When pressed on the potential withdrawal of international financing, the President did not flinch. “I believe that multilateral institutions should avoid getting into cultural matters. This is a diverse world. We have different cultures, and so I don’t think multilateral institutions should include, you know, cultural imposition as part of their mandate. I don’t agree with that,” he told Bloomberg TV. On the prospect of losing funding, he was equally direct: “If they decide to pull it, well, it’s their prerogative.”
It is a position that commands a certain respect for its consistency, but one that will be tested sharply if the financial consequences materialise.
The deeper question
What makes this bill so difficult to discuss honestly in Ghana is the way it collapses several separate conversations into one. There is a conversation about culture and sovereignty, Ghana’s right to legislate according to its own values without external pressure. There is a conversation about constitutional rights, whether a law can criminalise identity without violating the protections every Ghanaian citizen is guaranteed. There is a conversation about economic reality, whether a nation recovering from a fiscal crisis can afford the consequences of international isolation. And underneath all of it, there is the conversation about the human beings this bill directly affects, Ghanaians who were born here, who pay taxes here, who love their country, and who now face the prospect of imprisonment simply for who they are.
The bill remains one of the most divisive social and political issues in Ghana, generating strong reactions from religious groups, politicians, rights advocates, and the international community. That much is beyond dispute.
What is also beyond dispute is that the bill now sits on President Mahama’s desk, waiting. The next move is his, and whatever decision he makes will define not just his legacy, but the kind of nation Ghana chooses to be at this particular crossroads in its history.
A nation at a crossroads
Ghana has navigated difficult crossroads before. It has emerged from military rule, rebuilt democratic institutions, and earned a reputation on the continent as a beacon of stability. That reputation was not built overnight, and it will not be destroyed overnight either. But reputations, like trust, are easier to lose than to rebuild.

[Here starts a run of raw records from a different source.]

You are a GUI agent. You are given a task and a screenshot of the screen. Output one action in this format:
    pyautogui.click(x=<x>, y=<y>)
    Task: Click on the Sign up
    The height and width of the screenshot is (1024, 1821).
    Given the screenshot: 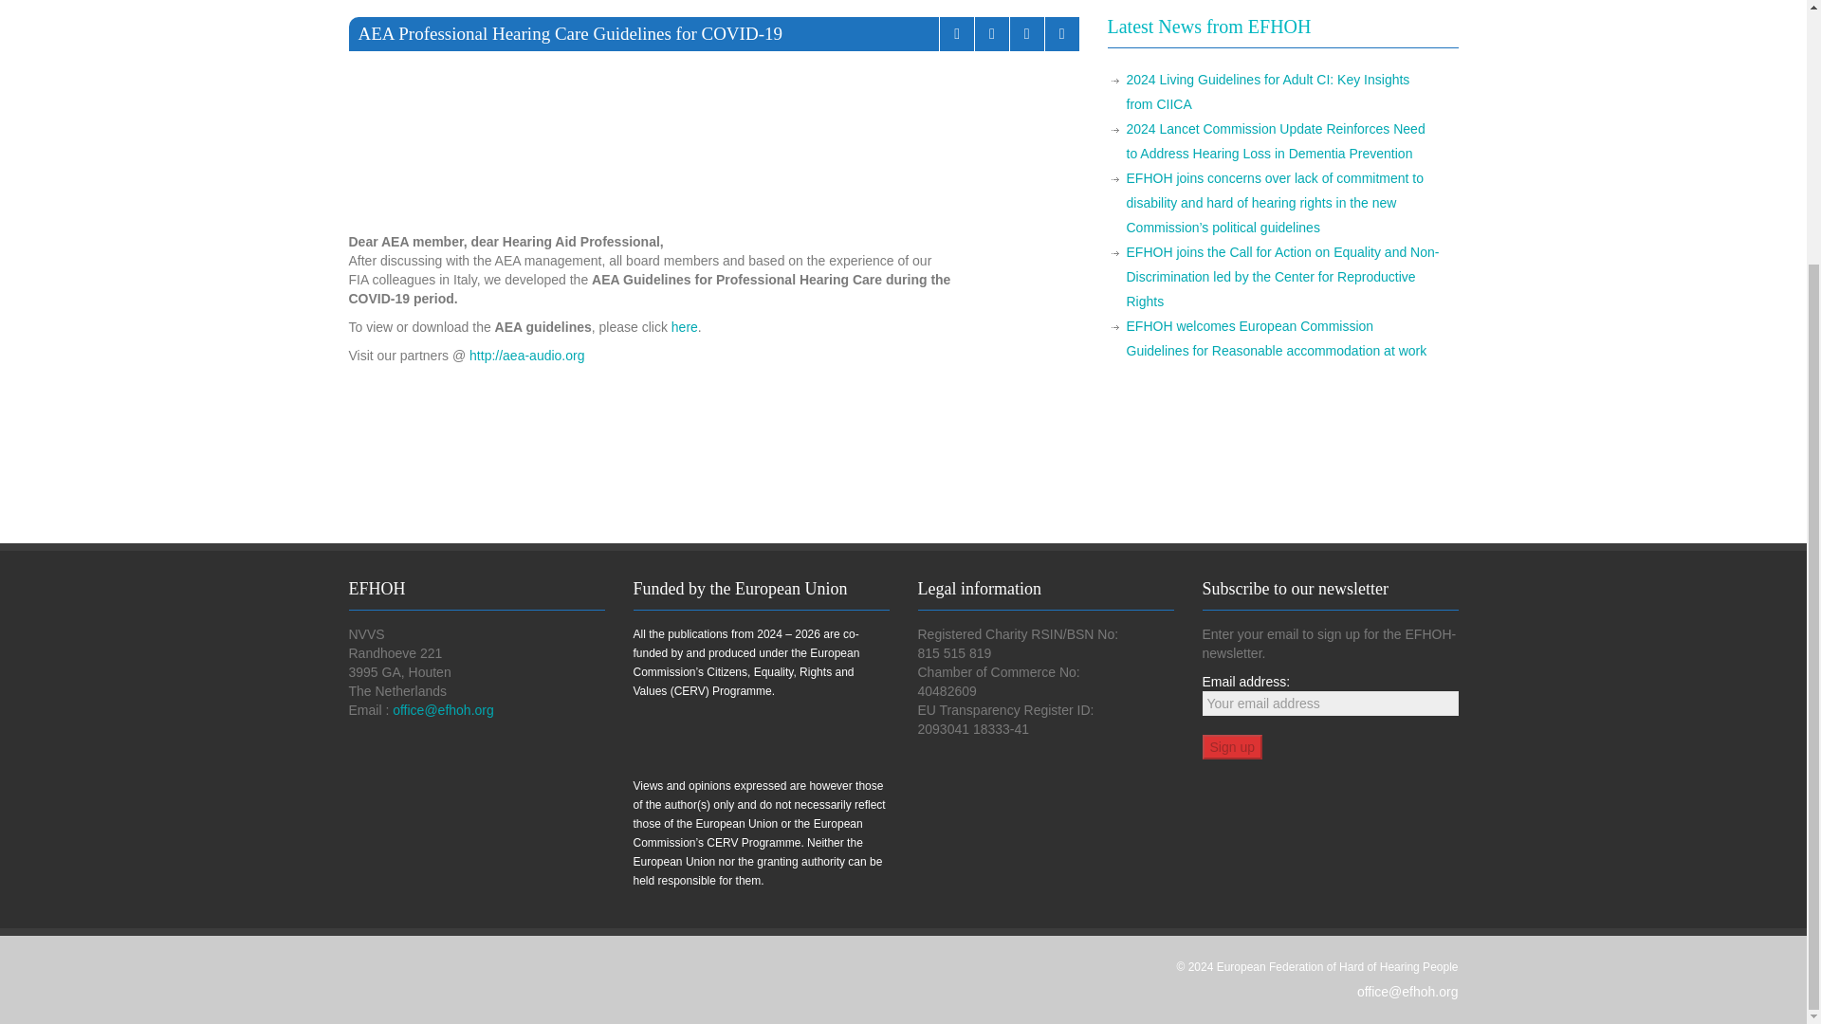 What is the action you would take?
    pyautogui.click(x=1231, y=747)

The Human Sexual Rights and Family Values Bill is now more than a piece of legislation. It is a statement about values, about priorities, about who belongs in Ghana and on what terms. Reasonable people can disagree about the answers. But every Ghanaian, at home or abroad, deserves to understand exactly what is being decided in their name.
The bill has been passed. The President has promised to sign it. The international community is watching. The economy is fragile. And somewhere in all of that, between the sermons and the spreadsheets, between the parliament floor and the London town halls, are real people whose lives will be shaped by what happens next.
Ghana deserves that conversation. All of it. Honestly.